Supporting Privacy, Calm and the Hormonal Conditions of Labour

A calm birth environment is not simply a matter of comfort. Privacy, reassurance and a sense of safety are closely connected with physiological labour. When women feel safe and undisturbed, the body is more able to remain in a parasympathetic, relaxed state. When women feel watched, rushed, frightened or overstimulated, stress responses may increase and labour may become more difficult.

The Room4Birth research programme describes how loud noise, bright light and unfamiliar surroundings may activate fear and defence responses, while a safe, friendly and inviting environment may support oxytocin release and relaxation. This does not mean that room design alone determines birth outcomes. However, it does mean that the environment should be treated as part of supportive maternity care, not as an afterthought.

Lighting and sound are two of the most practical ways to influence that environment. They help shape the emotional tone of the room and can support the woman’s sense of privacy, control and inward focus.

Benefits for Maternity Teams and Birthing-Room Design

For maternity teams, integrated lighting and sound offer a practical way to create a more woman-centred birth space. These features can help staff prepare the room for physiological labour and water birth while retaining the clinical flexibility required in a hospital or birth-centre setting.

The benefits include:

These features are particularly valuable in rooms that must serve more than one function. A maternity room may need to feel calm and intimate during labour, but bright, practical and clinically accessible when staff need to assess, clean, monitor or respond quickly. Adjustable lighting and integrated sound help the same room perform both roles.

Note:

Chromotherapy Multi-Colour LED Lighting and Integrated Bluetooth® Sound support the creation of a calming, personalised sensory birth environment. By helping women feel safer, more relaxed, less exposed and more in control, these features may support the physiological conditions associated with labour, coping and natural birth.

This wording is clinically responsible while still communicating the real value of the feature.

Conclusion

The design of the birthing room matters. A woman’s surroundings can influence how safe, private, calm and in control she feels during labour. For physiological labour and water birth, these qualities are especially important.

Active Birth Pools’ Chromotherapy Multi-Colour LED Lighting and Integrated Bluetooth® Sound help transform the area around the pool into a more personalised and supportive birth space. Adjustable lighting softens the clinical feel of the room, while integrated sound enables women to use music, relaxation tracks or familiar audio to support focus, rhythm and reassurance.

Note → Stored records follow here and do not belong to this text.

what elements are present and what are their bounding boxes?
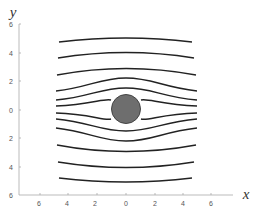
x-tick-label: 4 (65, 200, 69, 207)
y-axis-label: y (8, 4, 17, 20)
y-tick-label: 4 (9, 50, 13, 57)
y-tick-label: 6 (9, 21, 13, 28)
x-tick-label: 2 (93, 200, 97, 207)
streamline (58, 162, 194, 168)
y-tick-label: 6 (9, 192, 13, 199)
x-tick-label: 6 (209, 200, 213, 207)
y-tick-label: 2 (9, 135, 13, 142)
streamline (57, 145, 196, 152)
streamline (58, 53, 194, 59)
streamline (56, 78, 197, 91)
y-tick-label: 4 (9, 164, 13, 171)
x-tick-label: 0 (124, 200, 128, 207)
y-tick-label: 2 (9, 78, 13, 85)
streamline (59, 38, 192, 42)
cylinder (112, 95, 141, 124)
x-tick-label: 4 (181, 200, 185, 207)
streamline-diagram: 6 4 2 0 2 4 6 6 4 2 0 2 4 6 y x (0, 0, 256, 215)
x-tick-label: 2 (153, 200, 157, 207)
y-tick-label: 0 (9, 107, 13, 114)
streamline (59, 178, 192, 182)
x-axis-label: x (242, 186, 250, 202)
x-tick-label: 6 (37, 200, 41, 207)
streamline (56, 128, 197, 141)
streamline (57, 69, 196, 76)
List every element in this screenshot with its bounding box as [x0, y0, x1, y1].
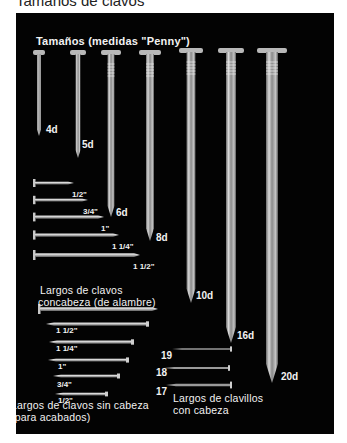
brad-nail — [164, 365, 230, 371]
page-title: Tamaños de clavos — [16, 0, 144, 9]
wire-label-three-quarter: 3/4" — [83, 208, 98, 216]
brad-label-19: 19 — [161, 351, 172, 361]
penny-nail-6d — [101, 50, 121, 217]
penny-nail-4d — [33, 50, 45, 136]
wire-nail — [33, 179, 74, 187]
finish-label-one-quarter: 1 1/4" — [56, 345, 78, 353]
penny-label-16d: 16d — [237, 331, 254, 341]
brad-label-18: 18 — [156, 368, 167, 378]
penny-caption: Tamaños (medidas "Penny") — [36, 35, 190, 47]
finish-nail — [53, 374, 120, 379]
brad-caption-line2: con cabeza — [173, 404, 229, 416]
penny-label-6d: 6d — [116, 208, 128, 218]
wire-label-one-quarter: 1 1/4" — [112, 243, 134, 251]
penny-label-20d: 20d — [281, 372, 298, 382]
finish-label-one-half: 1 1/2" — [56, 327, 78, 335]
wire-label-half: 1/2" — [72, 191, 87, 199]
penny-label-5d: 5d — [82, 140, 94, 150]
wire-nail — [33, 250, 140, 260]
penny-nail-16d — [218, 48, 244, 343]
finish-label-one: 1" — [58, 363, 66, 371]
wire-caption-line2: concabeza (de alambre) — [38, 296, 156, 308]
brad-nail — [166, 382, 232, 389]
finish-label-three-quarter: 3/4" — [57, 381, 72, 389]
nail-sizes-photo: Tamaños (medidas "Penny") 4d 5d 6d 8d 10… — [16, 13, 334, 434]
penny-nail-20d — [257, 48, 287, 383]
penny-label-4d: 4d — [46, 125, 58, 135]
penny-label-8d: 8d — [156, 233, 168, 243]
wire-label-one: 1" — [101, 225, 109, 233]
finish-caption-line2: (para acabados) — [16, 411, 90, 423]
brad-nail — [172, 346, 232, 351]
wire-label-one-half: 1 1/2" — [133, 263, 155, 271]
penny-nail-10d — [179, 48, 203, 303]
penny-nail-8d — [139, 50, 161, 241]
penny-label-10d: 10d — [196, 291, 213, 301]
wire-caption-line1: Largos de clavos — [40, 284, 123, 296]
brad-label-17: 17 — [156, 387, 167, 397]
finish-caption-line1: Largos de clavos sin cabeza — [16, 399, 149, 411]
brad-caption-line1: Largos de clavillos — [173, 392, 263, 404]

Together, these features help maternity teams create an atmosphere that is more conducive to relaxation, privacy and physiological birth — while preserving the clinical functionality required in modern maternity care.

References

  1. National Institute for Health and Care Excellence. Intrapartum care. NICE Guideline NG235. 2023.
  2. World Health Organization. WHO recommendations: intrapartum care for a positive childbirth experience. Geneva: World Health Organization. 2018.
  3. Wrønding, T., Argyraki, A., Petersen, J. F., Topsøe, M. F., Petersen, P. M. and Løkkegaard, E. C. L. The aesthetic nature of the birthing room environment may alter the need for obstetrical interventions. Scientific Reports. 2019;9:303.
  4. Room4Birth Research Programme. The effect of an adaptable birthing room on labour and birth outcomes. University of Gothenburg.
  5. Hunter, A. R., Heiderscheit, A., Galbally, M., Gravina, D., Mutwalli, H. and Himmerich, H. The effects of music-based interventions for pain and anxiety management during vaginal labour and caesarean delivery: a systematic review and narrative synthesis of randomised controlled trials. International Journal of Environmental Research and Public Health. 2023;20(23):7120.
  6. Bellini, E., et al. Sensory design in the birth environment: learning from existing research and practice. Buildings. 2023;13(3):604.